Airlines the world over are in financial trouble; witness our own Air Canada. British Airways is “in the shit,” as Walpole puts it. The company made a profit last year, but only after brutal cost-cutting. First-quarter revenues reported in July were down almost 11 per cent. BA wrote off over $196 million rather than keep Concorde going. It’s a cruel time to be an aging, expensive plane. “It’s like trying to make money with an antique car,” Hansman sums up.

What the Future Holds

Walpole likes to give brief, precise answers. Asked if he sees a future SST, he says: “I did. I don’t.” Projections indicate a potential market size of about 200 to 250 SSTs to service the global business and celebrity elite. “The R&D costs to get that into the air and then sell a maximum of
250 make that almost a self-defeating objective.” Some have pegged those costs at $30 billion (US).
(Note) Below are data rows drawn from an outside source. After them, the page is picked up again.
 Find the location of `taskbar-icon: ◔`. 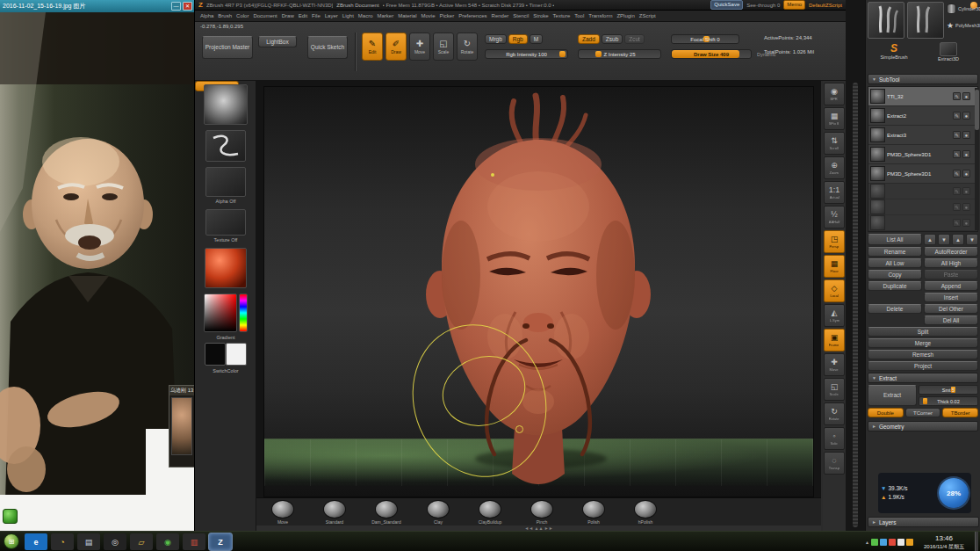

taskbar-icon: ◔ is located at coordinates (62, 541).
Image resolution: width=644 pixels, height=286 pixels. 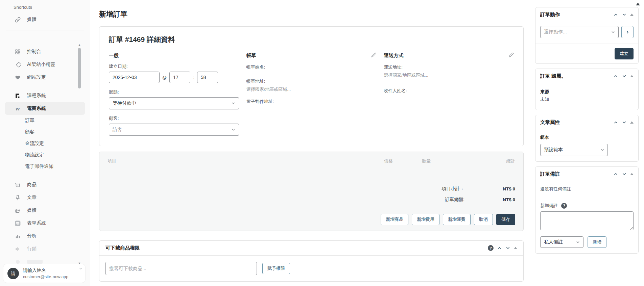 What do you see at coordinates (45, 30) in the screenshot?
I see `sidebar-divider` at bounding box center [45, 30].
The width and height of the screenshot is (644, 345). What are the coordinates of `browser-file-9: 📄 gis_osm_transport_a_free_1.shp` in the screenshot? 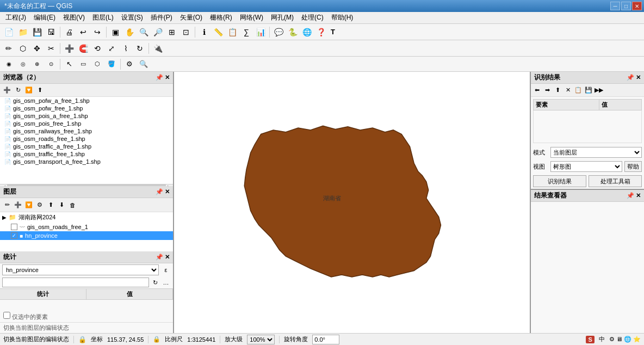 It's located at (86, 162).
Hansman says a future SST would have to hold 250 passengers and have sufficient range to cover the Los Angeles-Tokyo route. Alternatively, some are exploring the possibility of supersonic 10- to 15-passenger executive jets, he said. Boeing had been trying to develop a Mach 0.95 jet called the Sonic Cruiser, but shelved it last December, announcing it would instead focus on building extremely cost-efficient jets.
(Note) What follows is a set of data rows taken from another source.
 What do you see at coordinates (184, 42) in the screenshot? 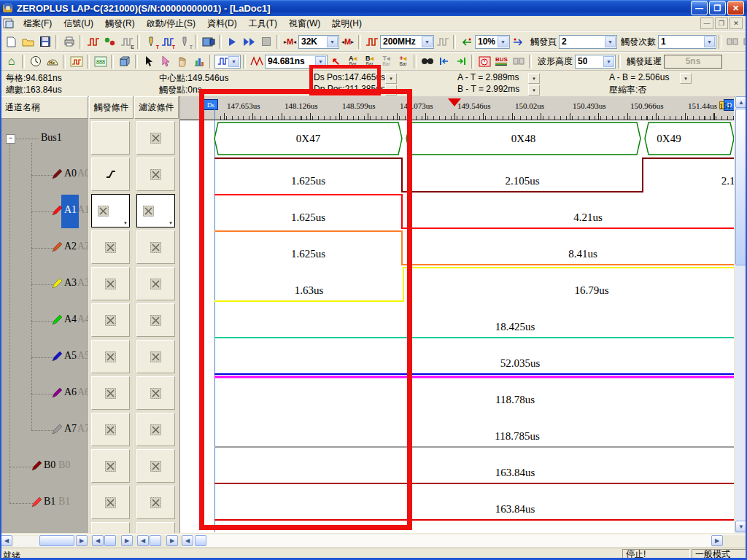
I see `trigger-mark-button: T` at bounding box center [184, 42].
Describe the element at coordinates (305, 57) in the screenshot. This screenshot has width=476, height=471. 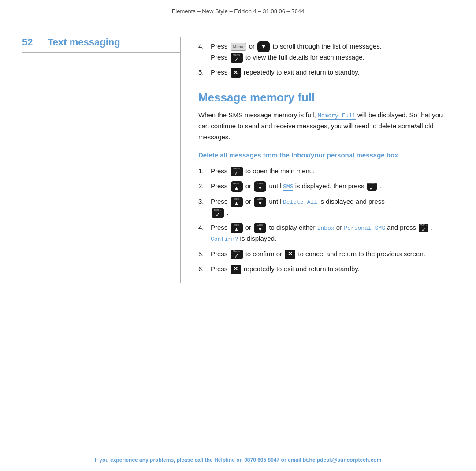
I see `step-4-text3: to view the full details for each messag…` at that location.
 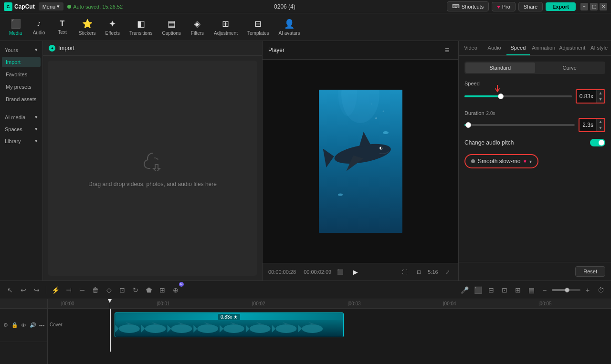 I want to click on duration-slider, so click(x=519, y=125).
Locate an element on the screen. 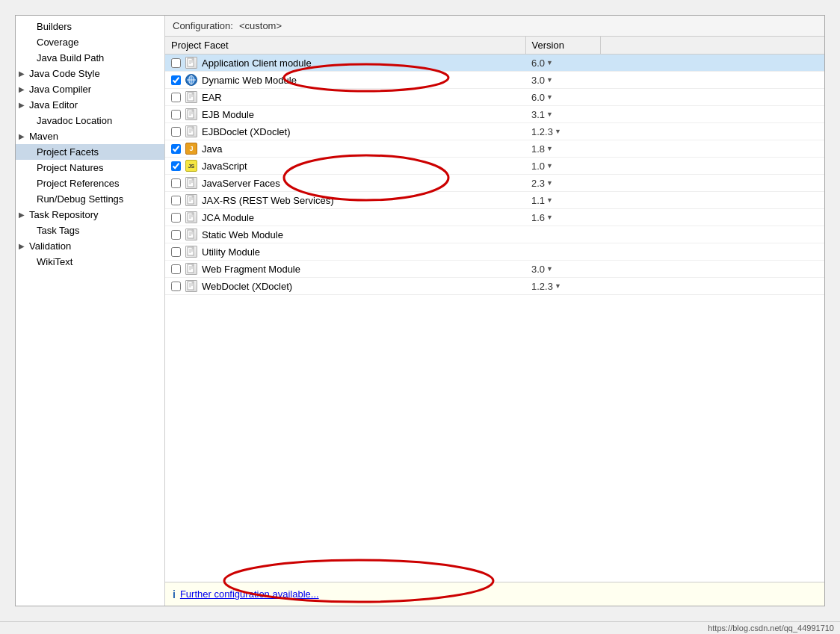  version-value: 1.0 is located at coordinates (538, 166).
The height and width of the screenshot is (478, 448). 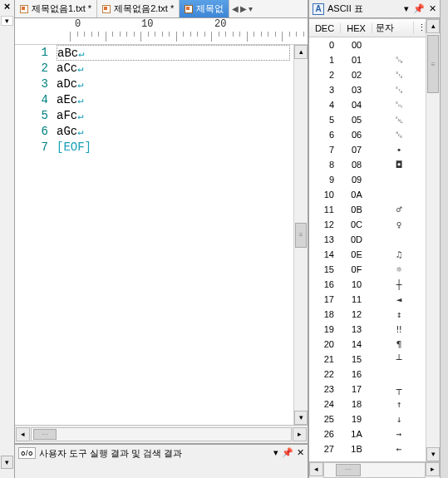 I want to click on gutter-dropdown: ▾, so click(x=7, y=21).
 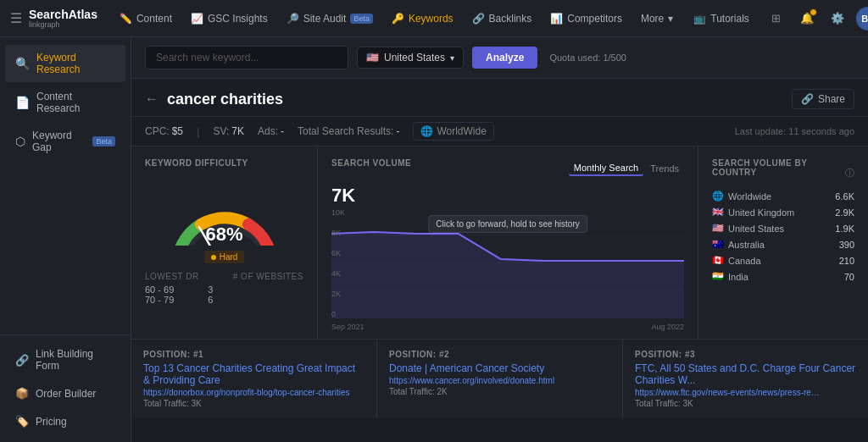 I want to click on hard-dot-icon, so click(x=214, y=257).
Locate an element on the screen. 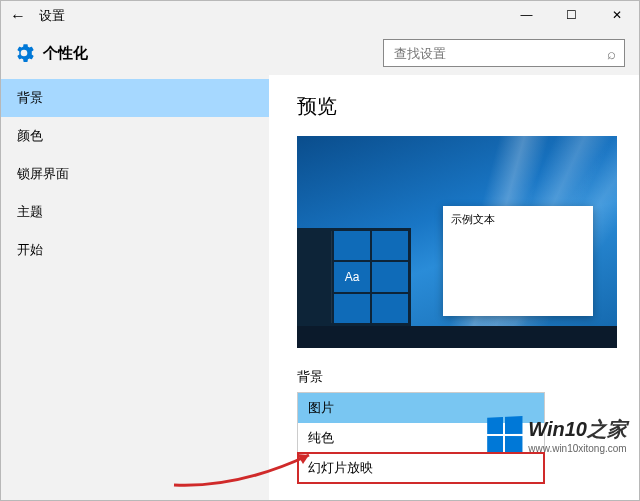 The height and width of the screenshot is (501, 640). sidebar-item-colors: 颜色 is located at coordinates (135, 136).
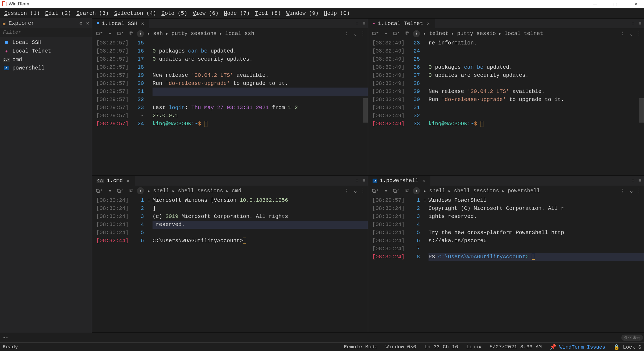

While the climate isn’t conducive to building an SST (perhaps never had been), it’s worth considering some things that don’t show up on a balance sheet. Hansman says, and Walpole concurs, that the European aerospace community talks about Concorde in the same reverential tones that their American colleagues use for the Apollo program. The consortium that built the Concorde eventually morphed into Airbus, which is now Boeing’s major global competitor.
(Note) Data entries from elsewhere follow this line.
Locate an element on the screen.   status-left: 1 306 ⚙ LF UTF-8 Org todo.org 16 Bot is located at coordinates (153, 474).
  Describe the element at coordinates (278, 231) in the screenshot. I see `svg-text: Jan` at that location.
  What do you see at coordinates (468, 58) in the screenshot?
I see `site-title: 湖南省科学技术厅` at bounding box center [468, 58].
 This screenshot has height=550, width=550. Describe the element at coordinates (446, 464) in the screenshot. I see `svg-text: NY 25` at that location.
“Sad. Upset. Disillusioned. Distressed,” are the words Walpole uses to describe his reaction to the disappearance of Concorde from the skies. For Pevsner, it means he’ll fly less: “The thrill is gone.” The two are obviously not accountants.

Concorde Timeline


  • 1945: Swept wing is developed to overcome “shock wave” effects.
  • 1947: Chuck Yeager breaks the sound barrier in the experimental Bell X-1.
  • 1953: A. Scott Crossfield becomes the first to go Mach 2.
  • 1955: British work begins on design of an SST.
  • 1962: Britain, France sign deal to develop the Concorde.
  • 1967: First Concorde prototype 001 unveiled in Toulouse.
  • 1969: First Concorde test flight within France; first supersonic flight later that year.
  • 1971: First Concorde transatlantic flight; U.S. announces it will stop efforts to develop an SST.
  • 1976: First Concorde regular routes begin: London-Bahrain for BAC, Paris to Rio de Janiero for Air France.
  • 1977: London-NY Concorde service begins after a noise-related ban on the plane is overturned.
  • 1979:A record is set for the NY-London run by a Concorde; the trip is made in under 3 hours.
  • 1981: Concordes burst tires on four separate occasions in the U.S. The US National Transportation Safety Board warns the aircraft’s landing gear should not be retracted if the tire has blown.
  • 2000: Air France Concorde crashes after take-off, killing a total of 113, the first such crash in the plane’s history; Preliminary report indicates a tire burst, damaging fuel tanks under the wing; Second report says the tire burst was caused by running over a strip of titanium that fell from a DC-10’s engine.
  • 2001: Air France and British Airways resume trans-Atlantic flights after a 15-month repair and modification program on their Concorde fleets.
  • 2002: Air France procedures come under criticism in final report on Concorde crash.
  • 2003: Air France and British Airways jointly announce that the Concorde will be retired from service by the fall; Air France’s last flight flies May 31 and British Airways’ last was on Oct. 24.